| ACTION ITEM |
Retype the lines from the one containing "Describe the element at coordinates (157, 70)" through the last line of the entries below, exactly and in full, omitting every image.
^^^^
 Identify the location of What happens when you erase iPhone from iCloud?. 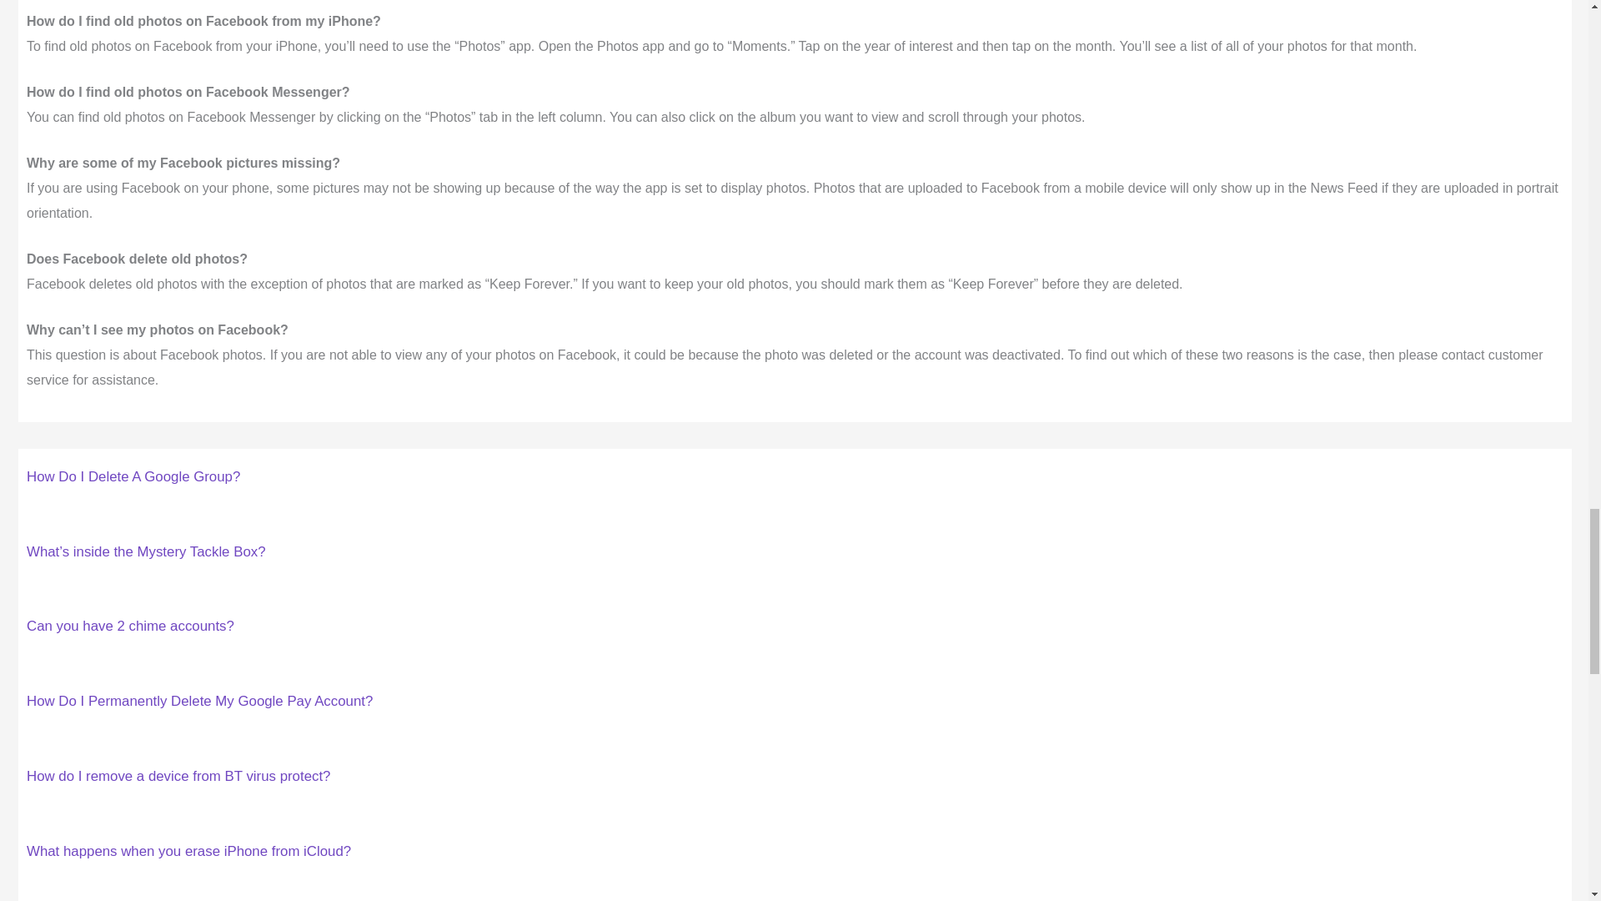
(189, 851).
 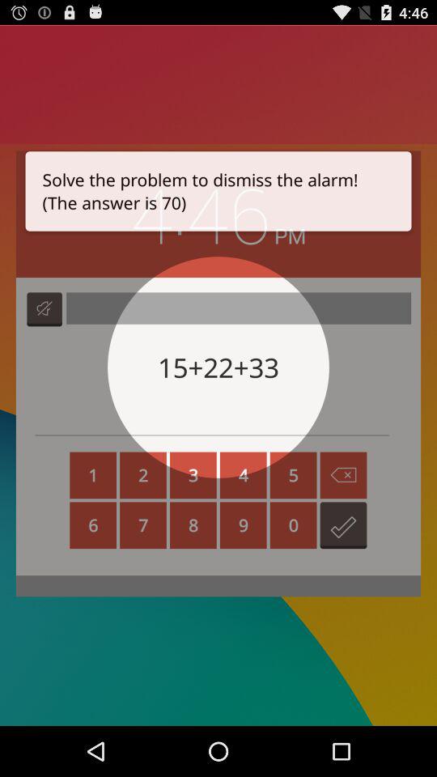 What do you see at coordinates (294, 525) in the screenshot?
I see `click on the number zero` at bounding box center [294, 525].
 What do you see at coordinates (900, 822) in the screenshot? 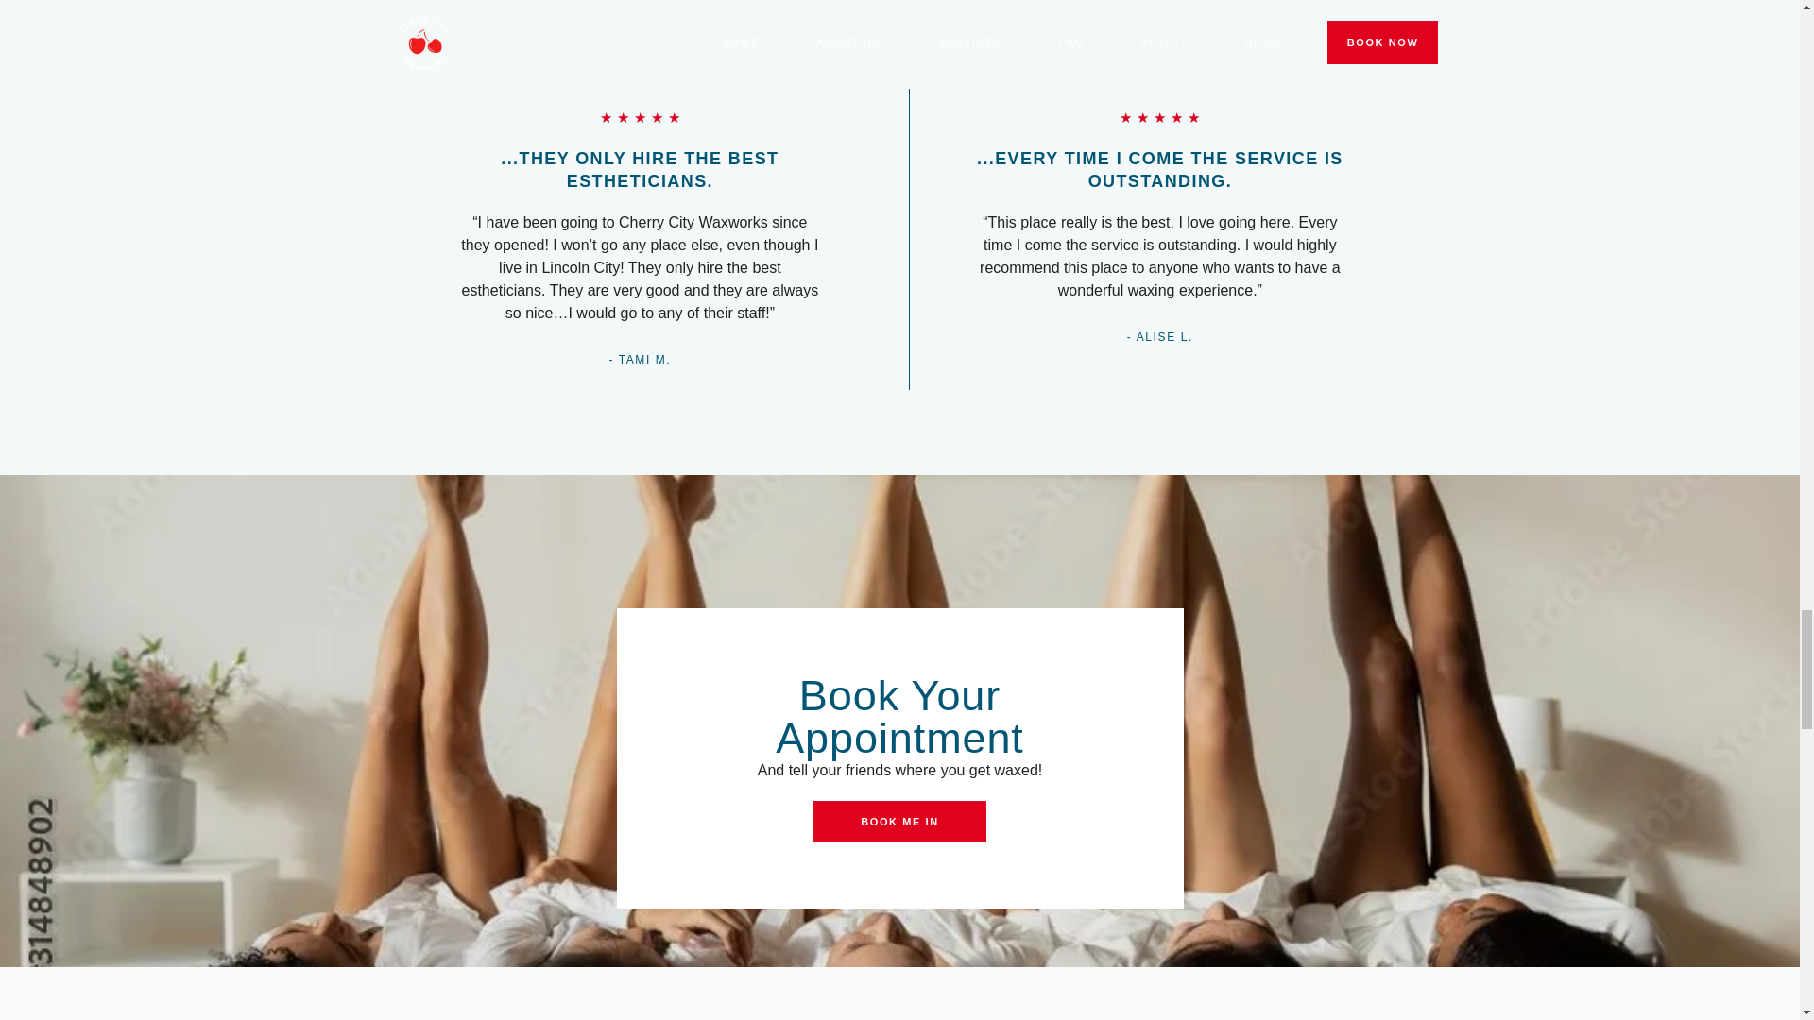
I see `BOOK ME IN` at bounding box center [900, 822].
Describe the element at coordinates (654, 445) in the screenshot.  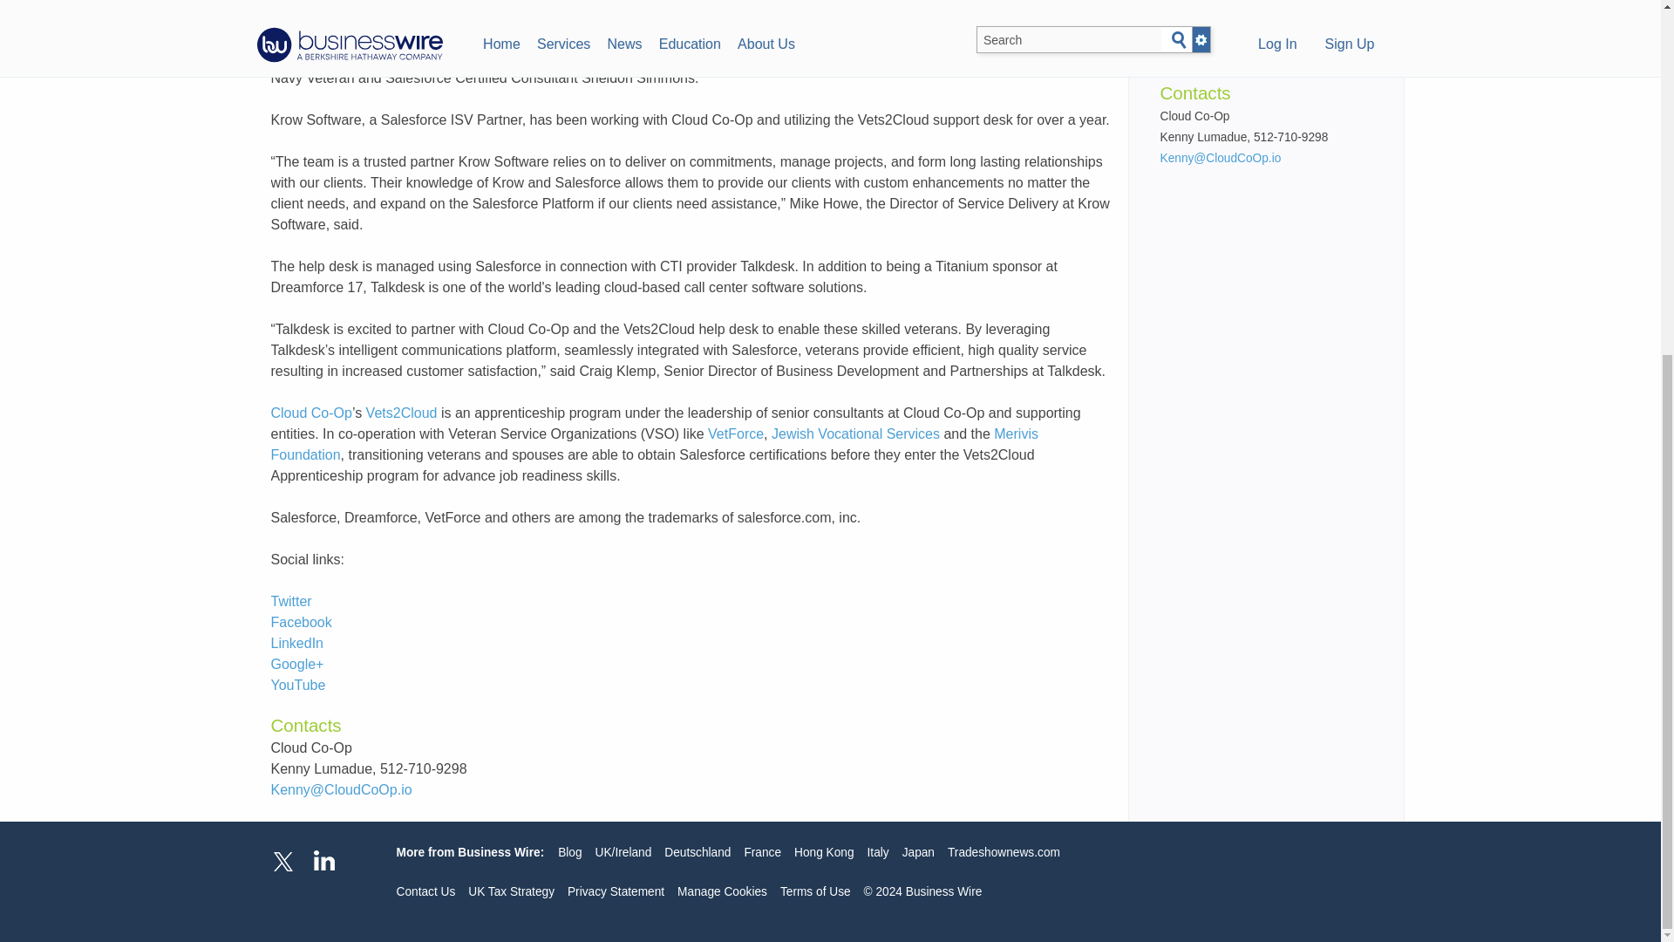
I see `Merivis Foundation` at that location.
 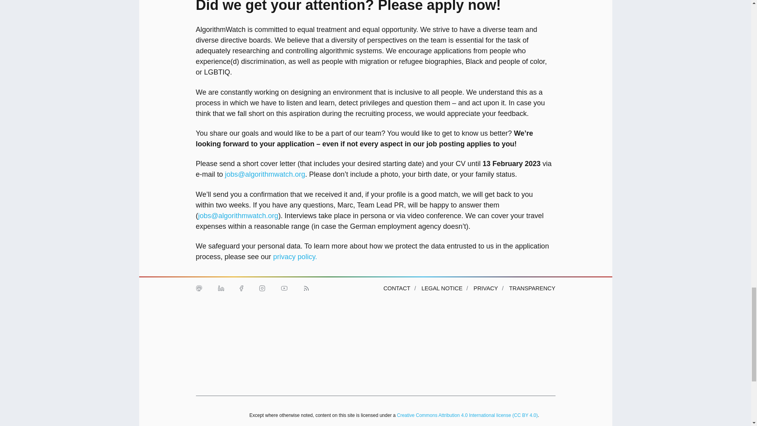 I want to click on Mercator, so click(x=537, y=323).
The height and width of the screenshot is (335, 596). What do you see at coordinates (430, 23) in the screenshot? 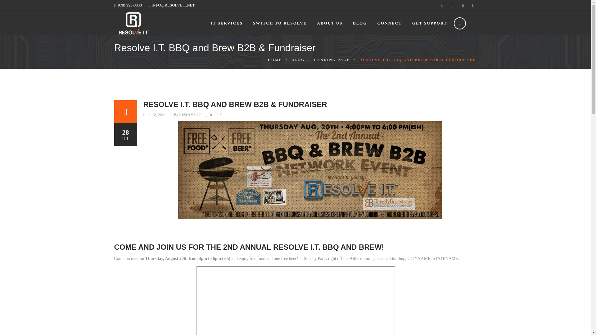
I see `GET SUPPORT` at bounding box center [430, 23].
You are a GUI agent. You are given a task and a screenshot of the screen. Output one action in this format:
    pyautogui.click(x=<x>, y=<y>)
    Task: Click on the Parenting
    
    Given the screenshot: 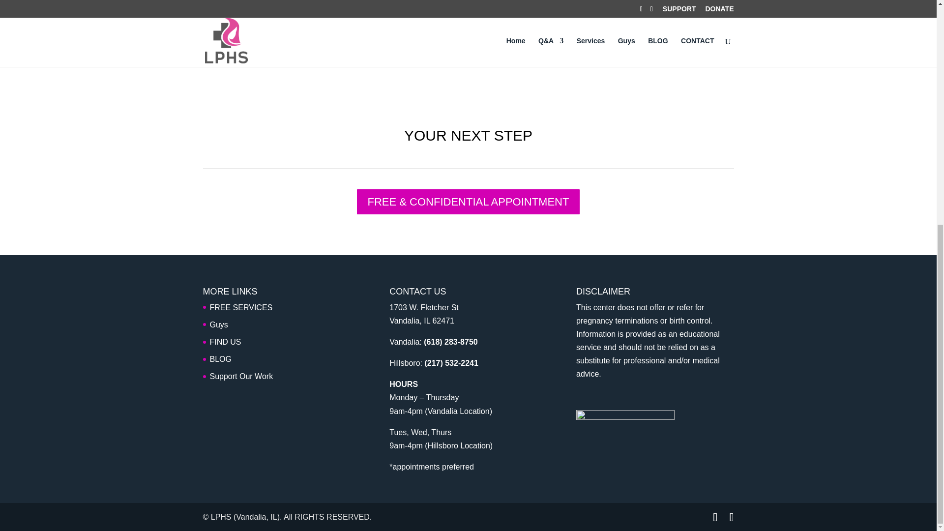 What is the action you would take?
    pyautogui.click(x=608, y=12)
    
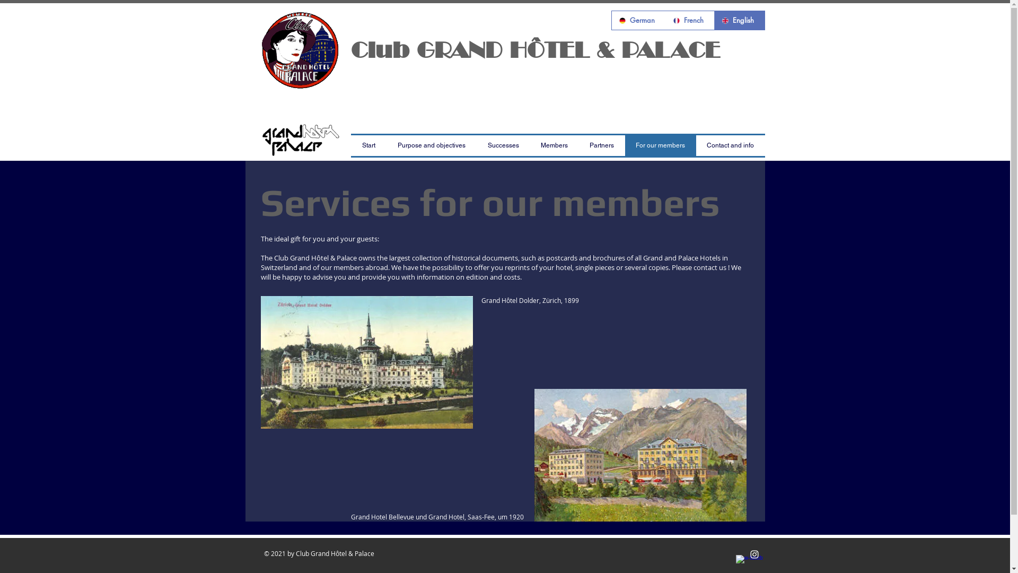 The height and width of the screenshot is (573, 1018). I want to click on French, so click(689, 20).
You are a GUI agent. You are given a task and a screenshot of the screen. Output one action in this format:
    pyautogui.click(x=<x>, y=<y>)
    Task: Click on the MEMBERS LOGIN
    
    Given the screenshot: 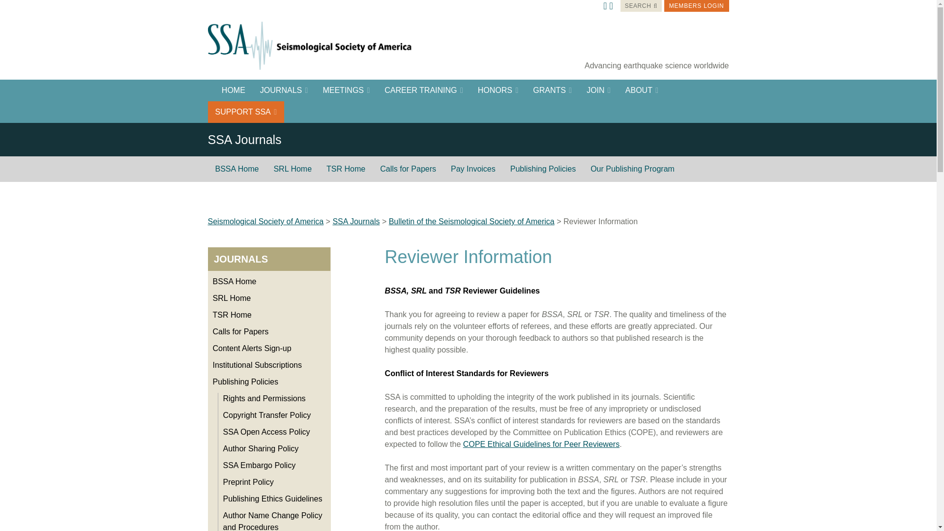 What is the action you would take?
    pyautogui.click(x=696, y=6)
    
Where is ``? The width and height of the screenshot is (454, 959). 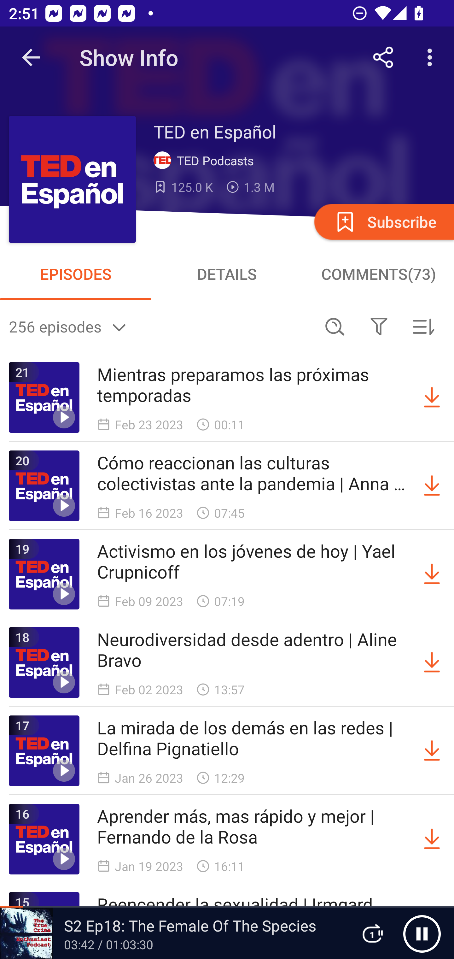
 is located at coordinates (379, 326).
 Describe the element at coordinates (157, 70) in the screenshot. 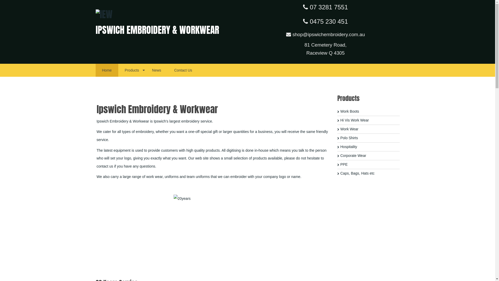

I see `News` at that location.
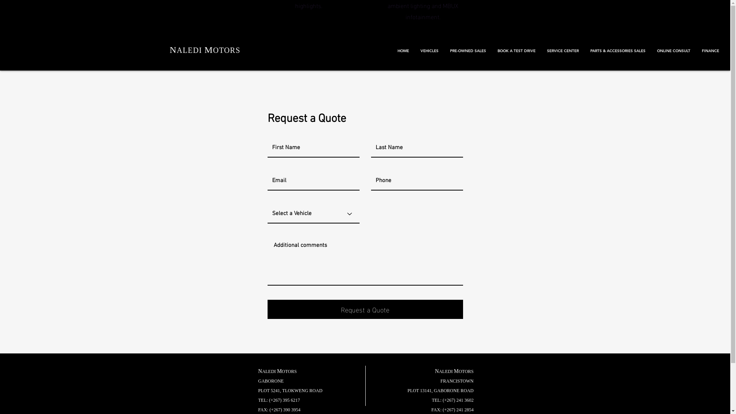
^^^^
| RESPONSE TO THIS EXERCISE |
 Describe the element at coordinates (157, 70) in the screenshot. 

I see `News` at that location.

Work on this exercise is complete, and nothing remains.